Arthritic Tom & Jerry

(C) 1975, Turner Entertainment

For Tom & Jerry fans in the 1970’s, Sept. 6, 1975 was the day the music died.

That date marked ABC’s premiere broadcast of an animation abomination titled The Tom & Jerry/Grape Ape Show. If you do remember this painful entry in the Saturday-morning TV kiddie fest, you probably don’t want to.

The story goes that in the ’70s, Bill Hanna and Joseph Barbera — whose Hanna-Barbera company was by then the go-to source for Saturday morning cartoons — purchased the rights to produce TV cartoons starring Tom & Jerry, the cat-and-mouse duo that had earned them countless Academy Awards in the 1940’s and ’50s. Hanna and Barbera screened several of their classic T&J cartoons for executives at M-G-M (the movie studio that owned the rights to the characters). The execs laughed heartily at the cartoons, then did an about-face and said that T&J’s “violence” would never pass muster with Network Standards and Practices (who were then being hounded by parents’ groups who leaned heavily on sponsors to pressure networks into broadcasting more “uplifting” fare on Saturday mornings).

Given little choice in the matter, Hanna-Barbera proceeded to homogenize Tom & Jerry to the point of unrecognizability. The once-dueling duo was turned into a pair of friends (a la Laurel & Hardy, minus the comedy) who engaged in pointless “adventures.” And Jerry now sported a bow tie that enabled H-B’s animators to “split up” his movements (so that his head and his body could move separately), saving money for the cost-cutting H-B unit.

Initially, the T&J cartoons were paired (in an hour-long format) with the cartoons of an equally witless character named the Great Grape Ape.

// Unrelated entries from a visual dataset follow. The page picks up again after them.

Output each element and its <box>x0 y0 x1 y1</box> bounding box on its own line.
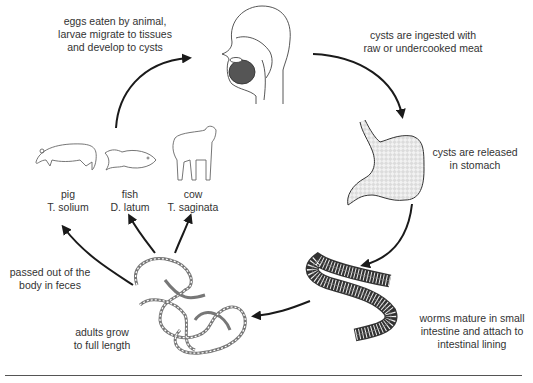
host-pig-label: pig T. solium <box>38 188 98 214</box>
arrow-stomach-to-intestine <box>364 204 412 265</box>
arrow-worms-to-fish <box>130 217 155 253</box>
cow-icon <box>173 126 216 180</box>
fish-icon <box>105 150 156 170</box>
stomach-icon <box>348 120 424 205</box>
label-cysts-ingested: cysts are ingested with raw or undercook… <box>358 29 488 55</box>
label-cysts-released: cysts are released in stomach <box>420 146 530 172</box>
label-worms-mature: worms mature in small intestine and atta… <box>412 312 532 351</box>
pig-icon <box>36 144 96 170</box>
tapeworm-icon <box>136 259 246 353</box>
arrow-human-to-stomach <box>313 54 402 115</box>
arrow-worms-to-cow <box>175 217 190 253</box>
label-adults-grow: adults grow to full length <box>62 326 142 352</box>
label-eggs-eaten: eggs eaten by animal, larvae migrate to … <box>50 15 180 54</box>
arrow-animals-to-human <box>116 58 188 128</box>
label-passed-out: passed out of the body in feces <box>2 266 98 292</box>
arrow-intestine-to-worms <box>255 301 310 316</box>
intestine-icon <box>312 260 391 335</box>
human-head-icon <box>222 6 290 104</box>
bottom-divider <box>5 375 522 376</box>
host-fish-label: fish D. latum <box>100 188 160 214</box>
host-cow-label: cow T. saginata <box>160 188 226 214</box>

This was a benign but moronic purple gorilla with a fast-talking sidekick, improbably named Beegle-Beagle (I guess as a salute to the character Nicely-Nicely from the Broadway hit Guys & Dolls. I’m sure that reference got a big laugh from Saturday-morning cereal-crunchers).

After a year, apparently ABC decided to air the characters in slightly more palatable formats. Each set of characters got their own show, which quietly died until Cartoon Network was formed in 1992 and Ted Turner used the Grape Ape segments to fill up his schedule.

In any case, everything that Hanna-Barbera ever learned about gags and comic timing seemed to have been forgotten in these TV-made forgeries. One lyric in the TV show’s theme (about the only enjoyable asset of the series) goes, “You’ll begin with a grin when you first tune us in.” But there’s nothing in the TV Tom & Jerry that ever takes you beyond the grinning stage. H-B went from great comedy routines to which you had to pay attention to get all the jokes, to getting everything telegraphed to the dumbest yahoo in the audience. It’s as though people who never really “got” Tom & Jerry’s comedy were trying to write it.

Amazingly, there appear to be viewers who actually prefer this dumbed-down TV series to the beautifully animated cartoons that inspired it. There is even an entire website devoted to this show. (Click here to view it. The site also provides one example of the Sat.-morning show’s six-minute T&J segments; watch it, and see how long you can tolerate it before moving along to somewhere else on the Internet.)

The TV T&J cartoons are bad enough on their own. What really gets my goat is that they were made by the same guys who worked on these cartoons (in full-animation mode) for 17 years. Somewhere in their heart of hearts, Hanna and Barbera must have felt at least a pang of guilt for taking the fun out of their own creations just for a quick buck.